Proposed hospice building could get license exemption

SEQUIM – Volunteer Hospice of Clallam County could get the go-ahead later this year to build its proposed six-bedroom Hospice House on a one-acre lot on Hendrickson Road.

The nonprofit Volunteer Hospice of Clallam County, which added “Volunteer” to its name last fall, serves about 300 patients a year at no charge.

A bill in the state Legislature co-sponsored by Reps. Kevin Van De Wege, D-Sequim, and Lynn Kessler, D-Hoquiam, would exempt the volunteer operation from the Department of Social and Health Services licensing process.

Van De Wege and Kessler, along with Sen. Jim Hargrove, D-Hoquiam, represent the 24th District, which includes Clallam and Jefferson counties and a third of Grays Harbor County.

House Bill 1489 is scheduled for a public hearing Wednesday before the House Health Care and Wellness Committee.

The state licensing process is long and costly, said Rose Crumb, founder and director of Volunteer Hospice of Clallam County.

“This looks encouraging,” she said of the legislation.
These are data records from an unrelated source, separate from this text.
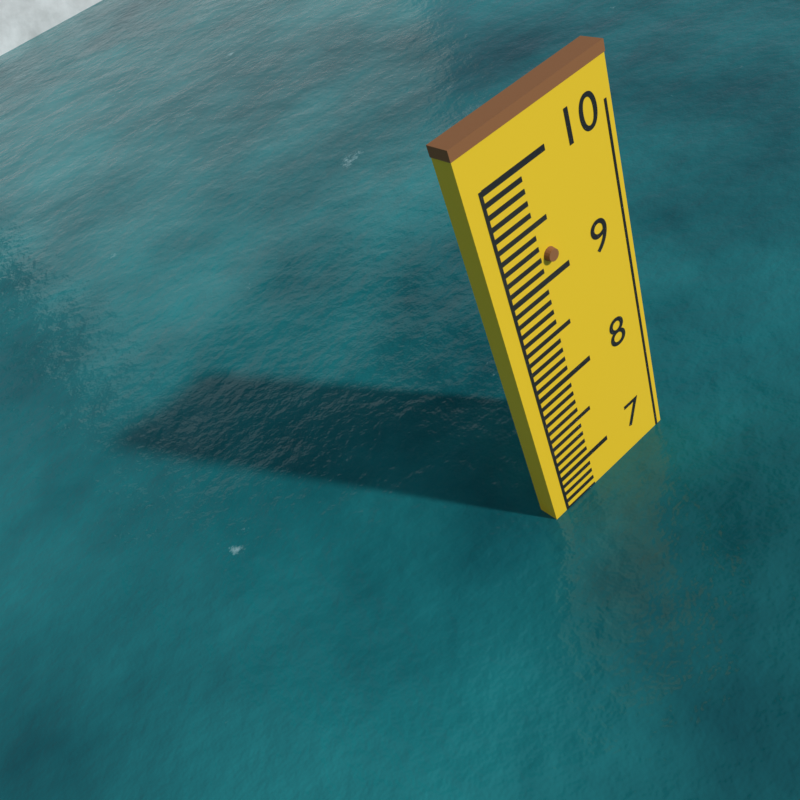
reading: 6.6 (no unit)
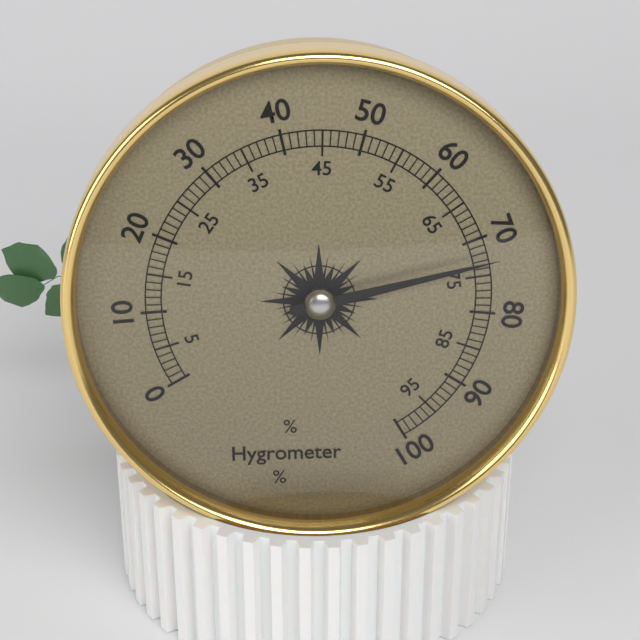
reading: 73 %
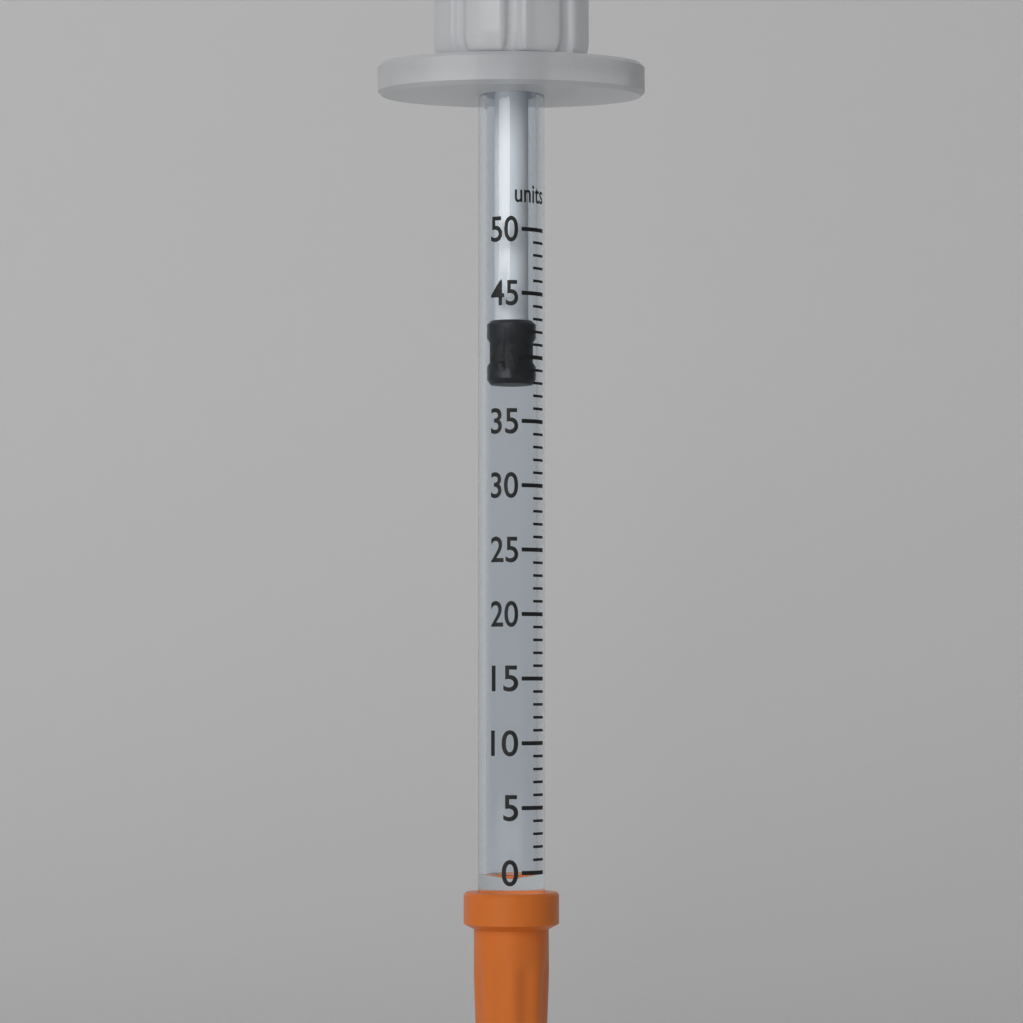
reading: 38 units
“It is nice because we’ve really been put through the mill past year.”

The Hospice House the group wants to build is intended to be a place where people live during the final stages of illness, and where hospice nurses and volunteers care for their physical and spiritual needs.

The one-acre lot on which the project is to be built was donated by Volunteer Hospice of Clallam County volunteer Ruth McCord of Sequim in 2002.

Volunteer Hospice operates on donations, memorial gifts, grants and the efforts of more than 100 volunteers, Crumb said.